On tech forums like r/linux or hackernews, you'll frequently see posts by (presumably) old guys reminiscing about how great the user interface of their youth was.
"Oh how tasteful were these pixel art icons!"
"How utilitarian and consistent were the 3D effects!"
"How very intuitive are these menus!"
"It's all gone downhill since $PRODUCT. It's all flat and empty and useless now!"
Bollocks. These user interfaces sucked. The menus were a mess, because trying to shove 50 random items into 6 hierarchical categories, two of which are preordained to be "File" and "Edit", cannot be done in any way that isn't arbitrary and confusing. Thus you looked through all the little menus with your terrible mouse hoping to find something that sounded like it might be what you need, trying not to make a sudden move that made the submenu disappear.
Under the menu bar were between 30 and 200 tiny pixel art icons. They were just as incomprehensible as today's minimalist ones, only there were more of them and most of them looked like ass.

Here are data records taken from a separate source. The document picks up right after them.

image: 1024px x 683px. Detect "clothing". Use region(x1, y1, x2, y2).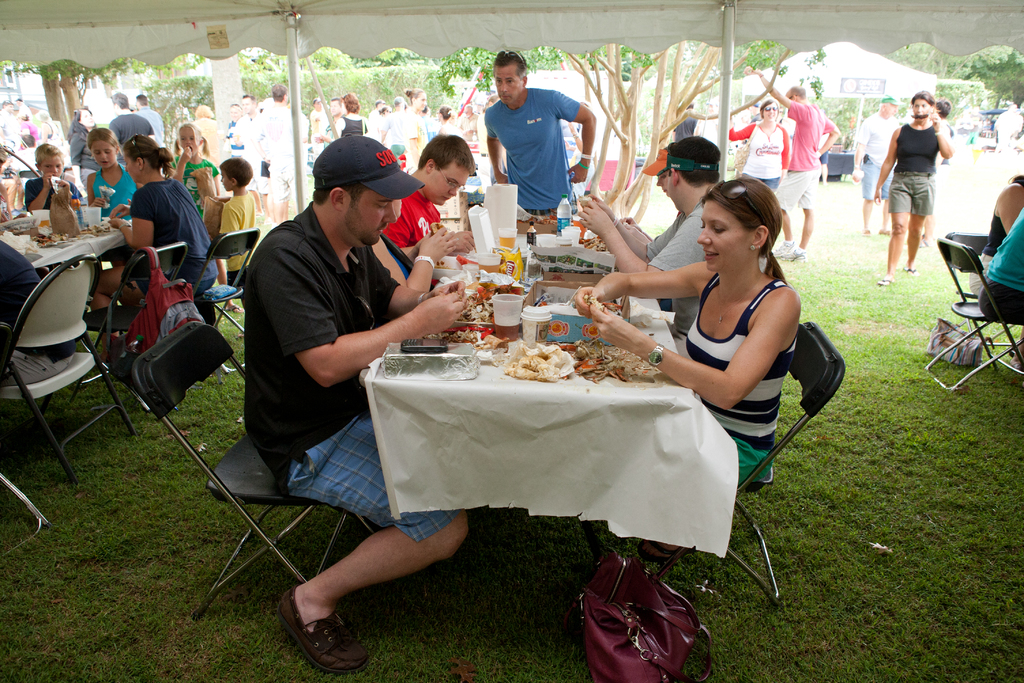
region(673, 113, 696, 136).
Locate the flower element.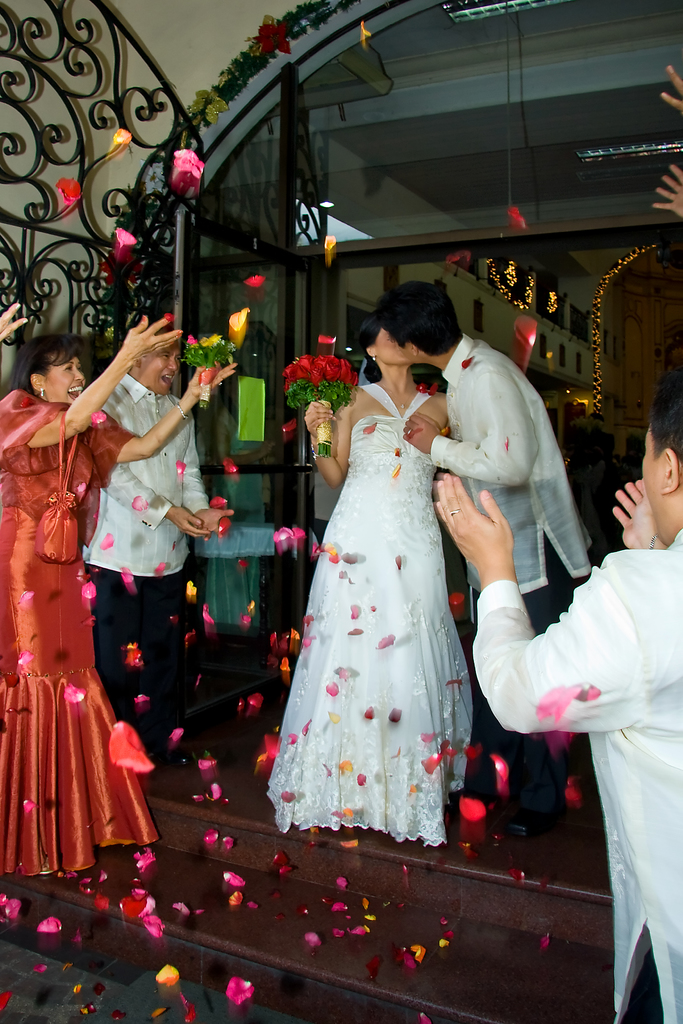
Element bbox: select_region(71, 981, 138, 1018).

Oh and so many popup windows. Everything you did created a popup window. Why does the settings popup only use one third of the screen while having three tabs? Why can I see my document underneath it, half-obscured, but I can't actually click on anything there? Why do half the operations create an "OK" popup for me to click on?
Nothing about this was "functional" and yet it also looked grey and cramped and ugly. Like it was designed by C++ programmers (who by their choice of programming language have already proven that their opinion cannot be trusted, especially not in matters involving good taste), which of course it was.
Fucking brain worms, all of them.
100%, changing from windows to plasma radically changed the way I used my desktop and made me more productive because I could tweak every little piece to my liking.
What sucks is that the .NET ui scheme is by default very customizable. Every sub function of your program runs in it's own "pane" that can be dragged and dropped into any other pane to create a window group.
A fantastic example of this is ArcGIS where every tool you need comes in its own window with its own settings and you can slot them into each other in whatever way you want to get a good view of your data depending on what you're doing.
There are a few other industry programs that do this, and blender has this functionality (though not using the same UI backend). Windows could actually be good if you were able to group programs together into windows and panes, why the fuck did they build that whole ecosystem then totally abandon it for the gui?!